RECORDS FOR PROCESSING:
══════
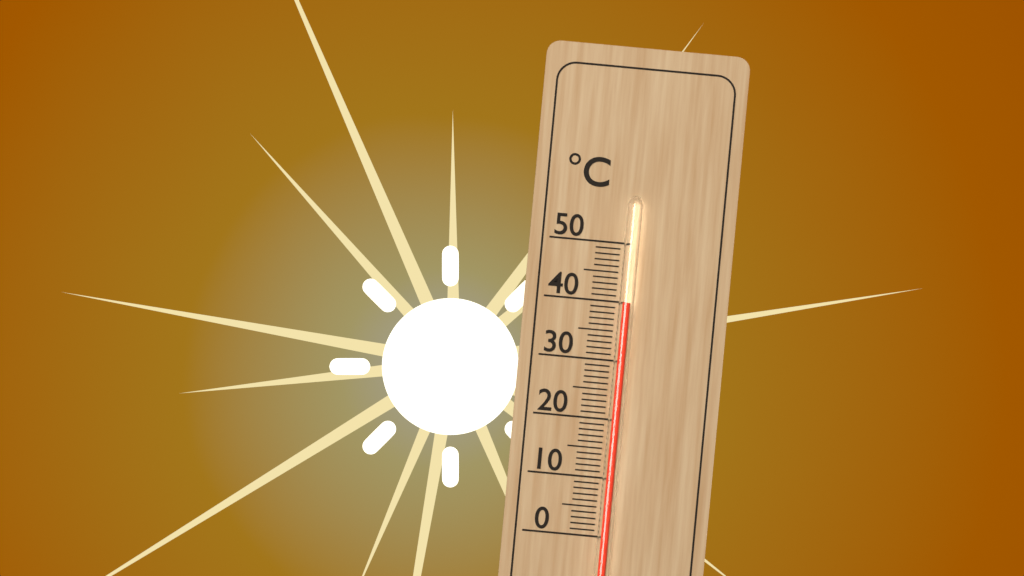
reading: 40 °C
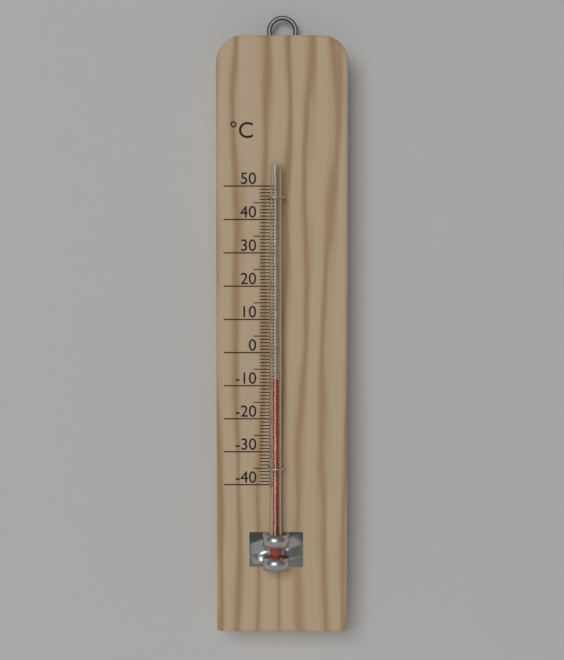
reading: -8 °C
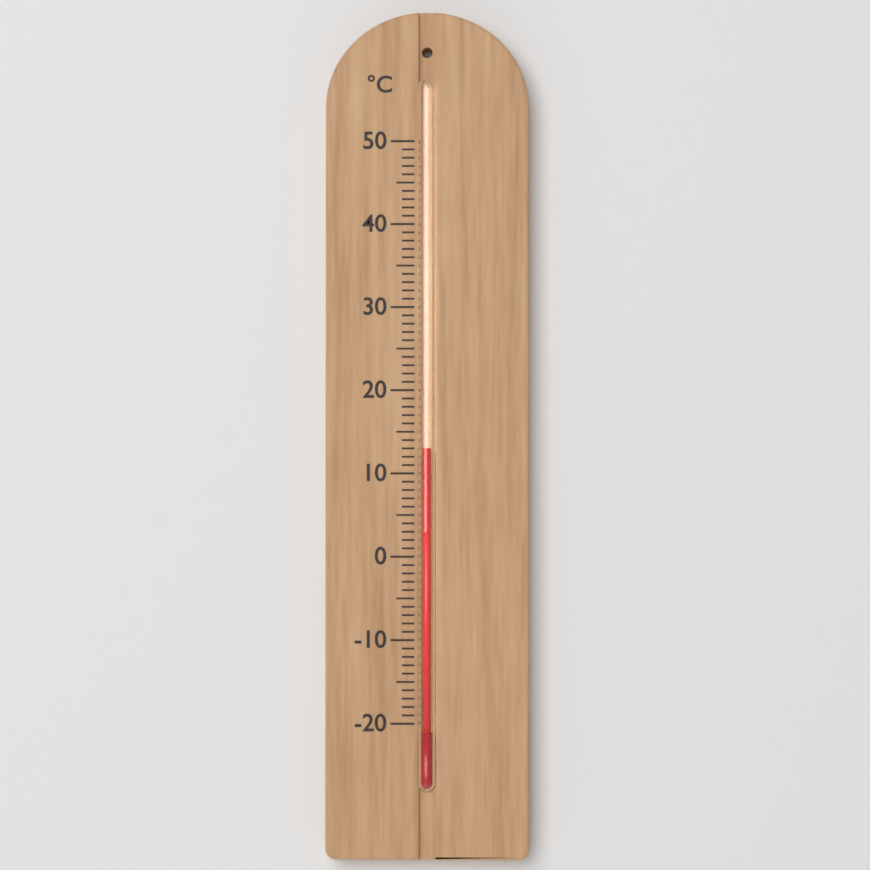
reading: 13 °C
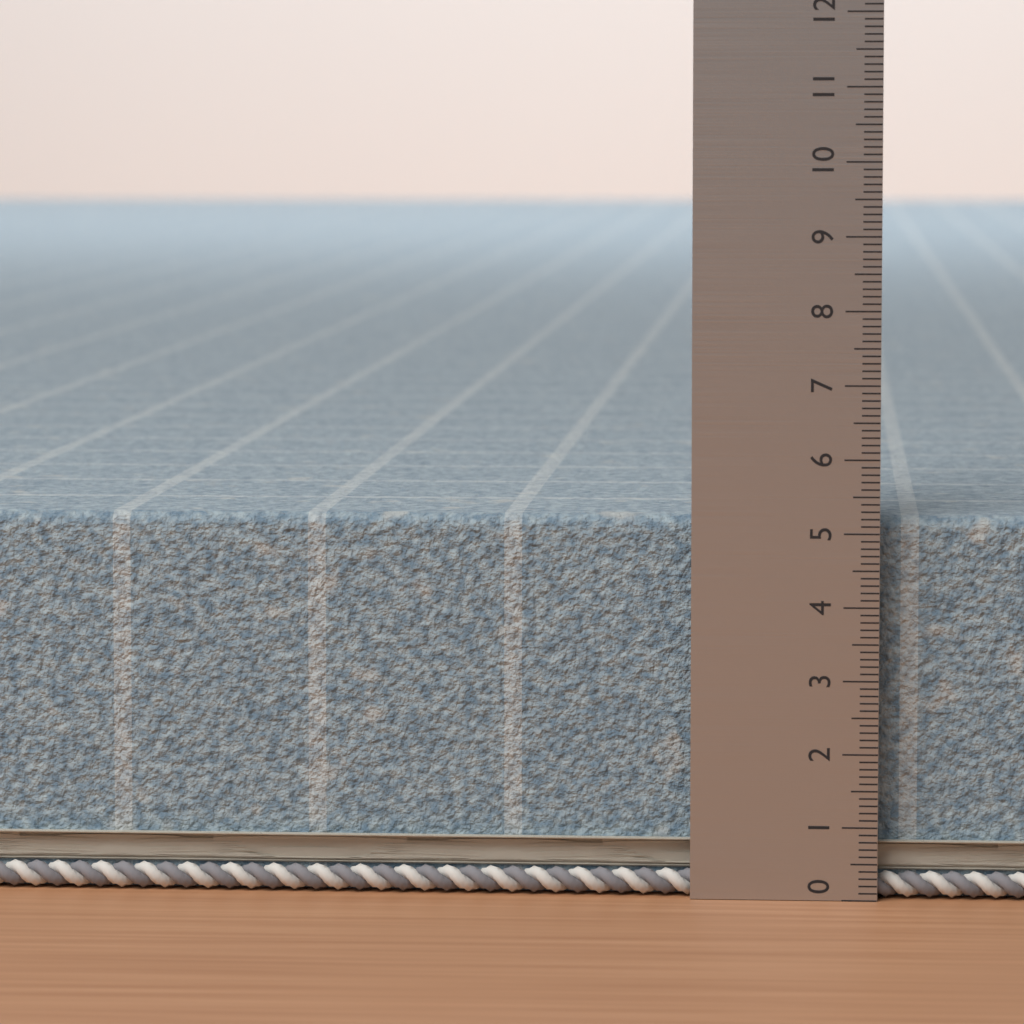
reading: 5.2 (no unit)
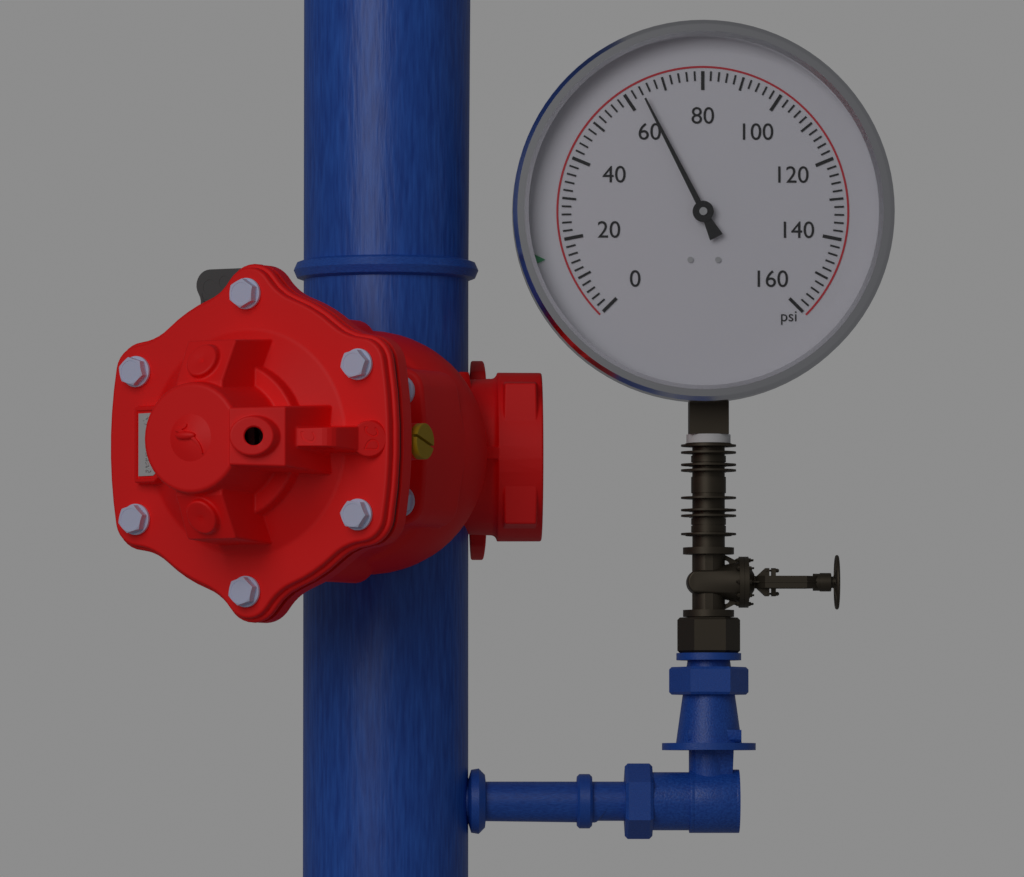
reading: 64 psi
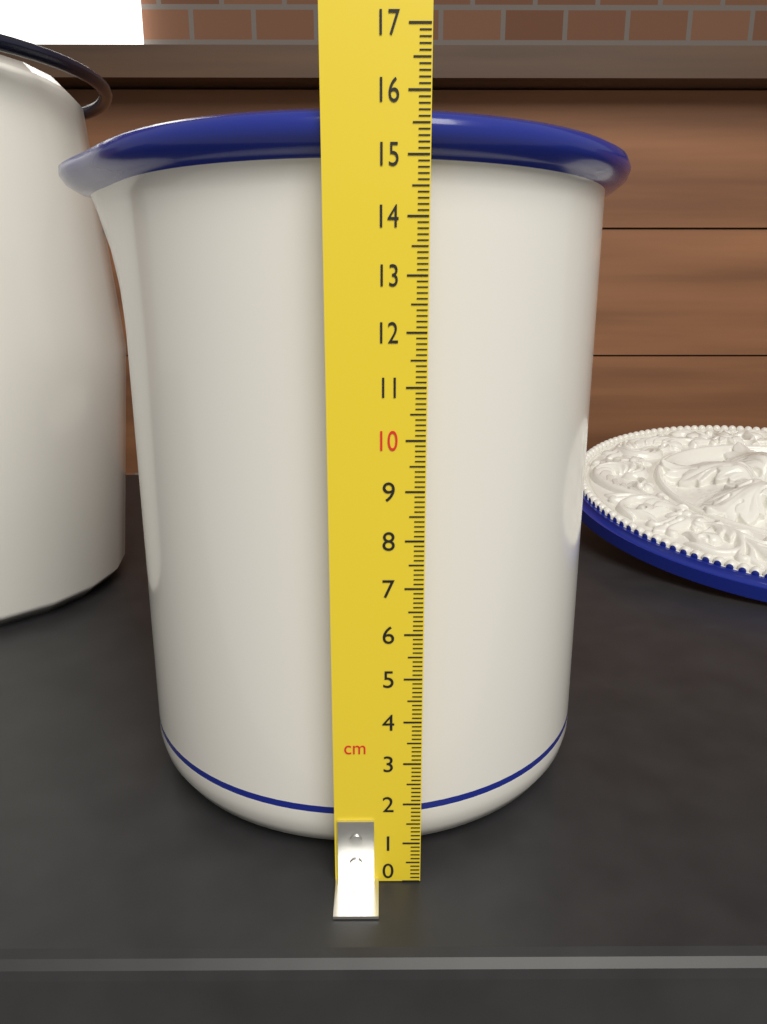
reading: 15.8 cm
══════
YOUR OBJECTIVE:
Without including any pictures, reproduce the data exactly.

RESULT FOR THIS EXERCISE:
reading: 40 °C
reading: -8 °C
reading: 13 °C
reading: 5.2 (no unit)
reading: 64 psi
reading: 15.8 cm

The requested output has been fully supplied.